Sandwick bairns find ‘St Kilda Mailboat’

A fine weather trip to the beach last week resulted in an exciting find for Sandwick resident Euan Crawford and his children Elsie, seven, and Rory, five.

While the family enjoyed a sunny day visit to the nearby Cumliewick beach the trio stumbled across a handmade “St Kilda mailboat” which had washed ashore.

St Kilda mailboats have been in use for over 100 years. They are composed of a waterproof receptacle, containing a letter, attached to a buoyancy aid which is then launched into the sea.

The item was taken home for closer inspection and after unscrewing the lid of the “boat” the Crawford family found 11 postcards inside it, along with £25.

It turned out that the package had been on a 20-month journey from St Kilda, after being set on its way by a Scottish Natural Heritage working party who were based on the island in the summer of 2014.

Instructions on one postcard requested that whoever located the item should use the money to buy stamps and then return the postcards back to their senders. One postcard will be going as far as Melbourne, Australia.

Mr Crawford said that his children “were running about in the sand when they stumbled across it”.

At first the children were unsure what they had found but after their father read the message on the aluminum plaque on top of the mailboat to them Elsie “thought there might be treasure inside”.

Although the “treasure” turned out to be £25 and a few postcards the children were still delighted with their find, and Elsie even took it into school to show her class.

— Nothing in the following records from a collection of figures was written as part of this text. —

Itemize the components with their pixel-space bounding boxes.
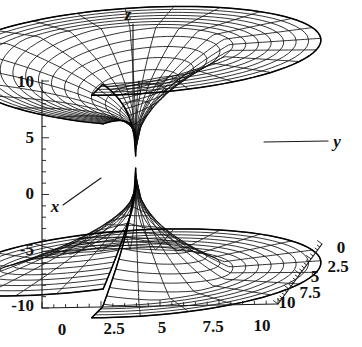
y-axis-label: y (331, 132, 341, 151)
x-axis-label: x (50, 197, 60, 216)
z-axis-label: z (124, 5, 132, 24)
x-tick-label-0: 0 (58, 320, 67, 339)
y-tick-label-10: 10 (279, 293, 296, 312)
z-tick-label-0: 0 (26, 184, 35, 203)
y-tick-label-0: 0 (337, 238, 346, 257)
x-tick-label-2p5: 2.5 (103, 319, 124, 338)
z-tick-label-10: 10 (17, 72, 34, 91)
y-tick-label-2p5: 2.5 (327, 257, 348, 276)
plot-canvas: 10 5 0 -5 -10 0 2.5 5 7.5 10 0 2.5 5 7.5… (0, 0, 362, 347)
x-tick-label-5: 5 (158, 318, 167, 337)
x-tick-label-7p5: 7.5 (202, 317, 223, 336)
z-tick-label-neg5: -5 (20, 240, 34, 259)
surface-plot-figure: 10 5 0 -5 -10 0 2.5 5 7.5 10 0 2.5 5 7.5… (0, 0, 362, 347)
z-tick-label-neg10: -10 (11, 296, 34, 315)
y-tick-label-7p5: 7.5 (299, 283, 320, 302)
z-tick-label-5: 5 (26, 128, 35, 147)
x-tick-label-10: 10 (254, 316, 271, 335)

Rory and Elsie Crawford were the proud finders of a St Kilda mailboat at the Cumliewick beach in Sandwick. Full story, page three. Photo: Dave Donaldson
Rory and Elsie Crawford were the proud finders of a St Kilda mailboat at the Cumliewick beach in Sandwick. Photo: Dave Donaldson

Mr Crawford sent the postcards – which had messages such as “Will anybody ever find me?” – back to their senders on Monday and after paying for postage found that there was “a bit of change leftover so the bairns bought sweets”.

“They got their treasure after all,” he added.

These mailboats have become a common ritual for visitors to St Kilda, both leisure visitors and working parties. They have also been deployed from a number of other areas, including six which were launched from Shetland in 2014 as a “distress signal” to highlight the plight of rural schools in the isles.

The history of the St Kilda mailboats can be traced back to 1876 when John Sands, a freelance journalist, spent time there working to draw attention to the plight of rural islanders.

In the winter of 1876 Mr Sands, along with a group Austrian sailors also stranded on St Kilda, became concerned that their presence was putting a strain on the resources at hand and that they may starve.

As a result of this fear Mr Sands and the Austrian sailors decided to deploy two “mailboats” to draw attention to their precarious position. These asked the finder of the letter to forward it on to the Austrian Consul.

One made it to Orkney within nine days while the other was discovered in Ross-Shire after 22 days. The letters were duly forwarded on and a short while later HMS Jackal arrived at St Kilda to rescue the marooned journalist and sailors.

Mr Sands, incidentally, also spent time working in Shetland islands including Papa Stour and Foula.
After this usage residents of and visitors to St Kilda took to deploying mailboats as a unique method of correspondence.

The senders hoped that their craft would make it to the mainland and then be forwarded on by the person who discovered them to their intended destinations.

The boats, carried by the Gulf Stream, regularly turned up on the British mainland, and on occasion made it to Shetland, Orkney and even Scandinavia.

In 1904 The Shetland Times reported on the discovery of a St Kilda mailboat in the isles.

The article stated: “There was picked up on St Ninian’s Isle, Dunrossness, a St Kilda mail bag.

“The ‘bag’ is that usually employed by the St Kildians to communicate with the outside world, consisting of a sheepskin bag inflated to which was attached a tin canister, wrapped round with cotton wool, and covered with cotton sewn around it.

“The bag was forwarded to Lerwick Post Office. The tin was found to contain two letters and eight postcards, which were duly forwarded to their destination. A shilling was also enclosed. The bag had been sent off on 21st June so that it had taken two months and one day between St Kilda and Shetland.”

Despite the establishment of a six-times-a-year mail service to and from St Kilda in the early 1900s the practice remained in use when this irregular service proved insufficient.

Modern St Kilda mailboats are now the result of appropriation, by tourists and workers in the isle, of this interesting part of St Kilda’s postal history.